From the front step, smiling, I called out, ‘So you had to go out and do it, in the end?’

Garnik looked in my direction, waved and came up to me. ‘A man and his word! I told them I would get one for them, so I did.’

I cleared the table and set the uniforms and the sewing basket on one of the chairs. ‘Every month some new toy is all the rage. If we bought them all, we’d go broke and the children
would be spoiled. Not that they’re not already spoiled. Will you have coffee or sherbet?’

Garnik sat down and took a large handkerchief out of his pocket. He wiped his neck and forehead. ‘First water, then coffee, then sherbet! They only love toys while they are children, and
they’re only children for a few years. Blink a couple of times and they’re all grown up, swimming in a sea of troubles, like us. And no one’s gone broke yet buying toys.
Where’s Artoush?’

I took out the pitcher from the fridge and a glass from the cupboard, poured the water, set the glass on the table and got the coffee pot. I measured out the coffee. ‘Sweet or medium?
Where’s Nina?’

Garnik drank the water in one go and put the empty glass down on the table. ‘She went to the bazaar with Violette to buy American sheets. Now that’s what’s going to make us go
broke! Sweet, please. Artoush isn’t back yet?’

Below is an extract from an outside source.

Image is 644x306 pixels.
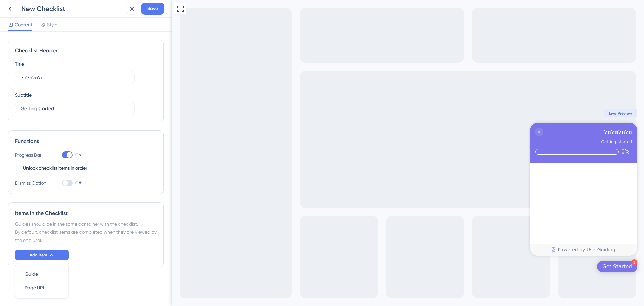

I stood by the coffee pot to make sure it did not boil over. ‘I have to buy sheets, too.’ I poured the coffee into a cup and sat down with him at the table. ‘Shall I cut some
Gata for you?’

He drew the coffee cup toward him. ‘Did you have a fight?’

The kids were counting loudly in the yard. ‘Forty-five, forty-six, forty-seven...’

Garnik sipped his coffee and asked, ‘Want to know how I knew, huh?’ He looked at me and laughed. ‘First of all, you’ve made coffee for me a hundred times and you know I
like it sweet. Second, I asked you twice where Artoush is, and each time you changed the subject. What happened?’

Should I tell him? Shouldn’t I tell him? I told him. ‘I’m at my wit’s end with Artoush playing politics.’

In the yard, Sophie said, ‘Whoever gets to a hundred spins first is the winner.’

Garnik watched me for a moment and played with his coffee cup, sliding it back and forth a few times. Then he looked out the window. ‘Well, everyone’s got to believe in
something.’

On more than one occasion, Artoush had said, ‘ARF supporters can’t see beyond the end of their nose.’ Each time Garnik had replied, ‘Doesn’t the end of our own nose
take priority over the noses of other folks?’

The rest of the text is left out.